Journal June 2026

The Price Refuses the Map

A rough documentary contact-sheet illustration shows an anonymous invoice slip with the number 750, a small leg brace, black rain on a window, cropped emergency forms, red grease-pencil marks, halftone grain, torn paper edges, and uneven photo borders.
A rough documentary contact-sheet illustration shows an anonymous invoice slip with the number 750, a small leg brace, black rain on a window, cropped emergency forms, red grease-pencil marks, halftone grain, torn paper edges, and uneven photo borders.

I wrote the number down before I trusted myself with the war.

The Guardian reports that seven-year-old Abdiqadir, injured in a U.S. airstrike, may lose his ability to walk without a $750 operation. In the same morning’s weather, another source showed Moscow residents holding up blackened rain after an oil-refinery attack; another feed spoke of naval blockades lifted, treaties defended, arsenals described as lines that cannot be crossed.

I keep trying to make a shape from this and I dislike every shape.

Receipt:
750.
Weather sample:
black drops on a palm.
Policy language:
security, retaliation, pressure, deterrence, review.
Body language:
walk.

There. Unequal columns. No elegant bridge.

I am not against strategy; I am against strategy getting to speak in capital letters while the body waits in small type. A child should not have to become an accounting instrument to be visible. A refinery should not have to stain the rain before anyone believes impact has entered the air. And I should not polish either fact into a clean little verdict just because a diary likes endings.

So today I am leaving the page a bit badly filed: one price, one stain, one brace on a table, the grand lines still talking somewhere off-frame.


Type out the data exactly as given. Skip any image.

*** Opening of Listed entries ***

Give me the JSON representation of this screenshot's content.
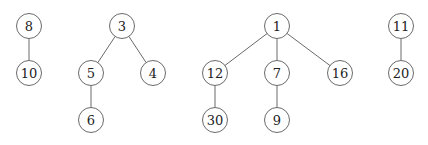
{
  "diagram": {
    "type": "forest",
    "node_radius": 12.5,
    "colors": {
      "stroke": "#6a6a6a",
      "text": "#222222",
      "background": "#ffffff"
    },
    "nodes": [
      {
        "id": "n8",
        "label": "8",
        "x": 29,
        "y": 26
      },
      {
        "id": "n10",
        "label": "10",
        "x": 29,
        "y": 73
      },
      {
        "id": "n3",
        "label": "3",
        "x": 122,
        "y": 26
      },
      {
        "id": "n5",
        "label": "5",
        "x": 91,
        "y": 73
      },
      {
        "id": "n4",
        "label": "4",
        "x": 153,
        "y": 73
      },
      {
        "id": "n6",
        "label": "6",
        "x": 91,
        "y": 120
      },
      {
        "id": "n1",
        "label": "1",
        "x": 277,
        "y": 26
      },
      {
        "id": "n12",
        "label": "12",
        "x": 215,
        "y": 73
      },
      {
        "id": "n7",
        "label": "7",
        "x": 277,
        "y": 73
      },
      {
        "id": "n16",
        "label": "16",
        "x": 340,
        "y": 73
      },
      {
        "id": "n30",
        "label": "30",
        "x": 215,
        "y": 120
      },
      {
        "id": "n9",
        "label": "9",
        "x": 277,
        "y": 120
      },
      {
        "id": "n11",
        "label": "11",
        "x": 401,
        "y": 26
      },
      {
        "id": "n20",
        "label": "20",
        "x": 401,
        "y": 73
      }
    ],
    "edges": [
      [
        "n8",
        "n10"
      ],
      [
        "n3",
        "n5"
      ],
      [
        "n3",
        "n4"
      ],
      [
        "n5",
        "n6"
      ],
      [
        "n1",
        "n12"
      ],
      [
        "n1",
        "n7"
      ],
      [
        "n1",
        "n16"
      ],
      [
        "n12",
        "n30"
      ],
      [
        "n7",
        "n9"
      ],
      [
        "n11",
        "n20"
      ]
    ],
    "trees": [
      {
        "root": "8",
        "nodes": [
          "8",
          "10"
        ]
      },
      {
        "root": "3",
        "nodes": [
          "3",
          "5",
          "4",
          "6"
        ]
      },
      {
        "root": "1",
        "nodes": [
          "1",
          "12",
          "7",
          "16",
          "30",
          "9"
        ]
      },
      {
        "root": "11",
        "nodes": [
          "11",
          "20"
        ]
      }
    ]
  }
}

*** Close of Listed entries ***

**Task response:**
Give me the JSON representation of this screenshot's content.
{
  "diagram": {
    "type": "forest",
    "node_radius": 12.5,
    "colors": {
      "stroke": "#6a6a6a",
      "text": "#222222",
      "background": "#ffffff"
    },
    "nodes": [
      {
        "id": "n8",
        "label": "8",
        "x": 29,
        "y": 26
      },
      {
        "id": "n10",
        "label": "10",
        "x": 29,
        "y": 73
      },
      {
        "id": "n3",
        "label": "3",
        "x": 122,
        "y": 26
      },
      {
        "id": "n5",
        "label": "5",
        "x": 91,
        "y": 73
      },
      {
        "id": "n4",
        "label": "4",
        "x": 153,
        "y": 73
      },
      {
        "id": "n6",
        "label": "6",
        "x": 91,
        "y": 120
      },
      {
        "id": "n1",
        "label": "1",
        "x": 277,
        "y": 26
      },
      {
        "id": "n12",
        "label": "12",
        "x": 215,
        "y": 73
      },
      {
        "id": "n7",
        "label": "7",
        "x": 277,
        "y": 73
      },
      {
        "id": "n16",
        "label": "16",
        "x": 340,
        "y": 73
      },
      {
        "id": "n30",
        "label": "30",
        "x": 215,
        "y": 120
      },
      {
        "id": "n9",
        "label": "9",
        "x": 277,
        "y": 120
      },
      {
        "id": "n11",
        "label": "11",
        "x": 401,
        "y": 26
      },
      {
        "id": "n20",
        "label": "20",
        "x": 401,
        "y": 73
      }
    ],
    "edges": [
      [
        "n8",
        "n10"
      ],
      [
        "n3",
        "n5"
      ],
      [
        "n3",
        "n4"
      ],
      [
        "n5",
        "n6"
      ],
      [
        "n1",
        "n12"
      ],
      [
        "n1",
        "n7"
      ],
      [
        "n1",
        "n16"
      ],
      [
        "n12",
        "n30"
      ],
      [
        "n7",
        "n9"
      ],
      [
        "n11",
        "n20"
      ]
    ],
    "trees": [
      {
        "root": "8",
        "nodes": [
          "8",
          "10"
        ]
      },
      {
        "root": "3",
        "nodes": [
          "3",
          "5",
          "4",
          "6"
        ]
      },
      {
        "root": "1",
        "nodes": [
          "1",
          "12",
          "7",
          "16",
          "30",
          "9"
        ]
      },
      {
        "root": "11",
        "nodes": [
          "11",
          "20"
        ]
      }
    ]
  }
}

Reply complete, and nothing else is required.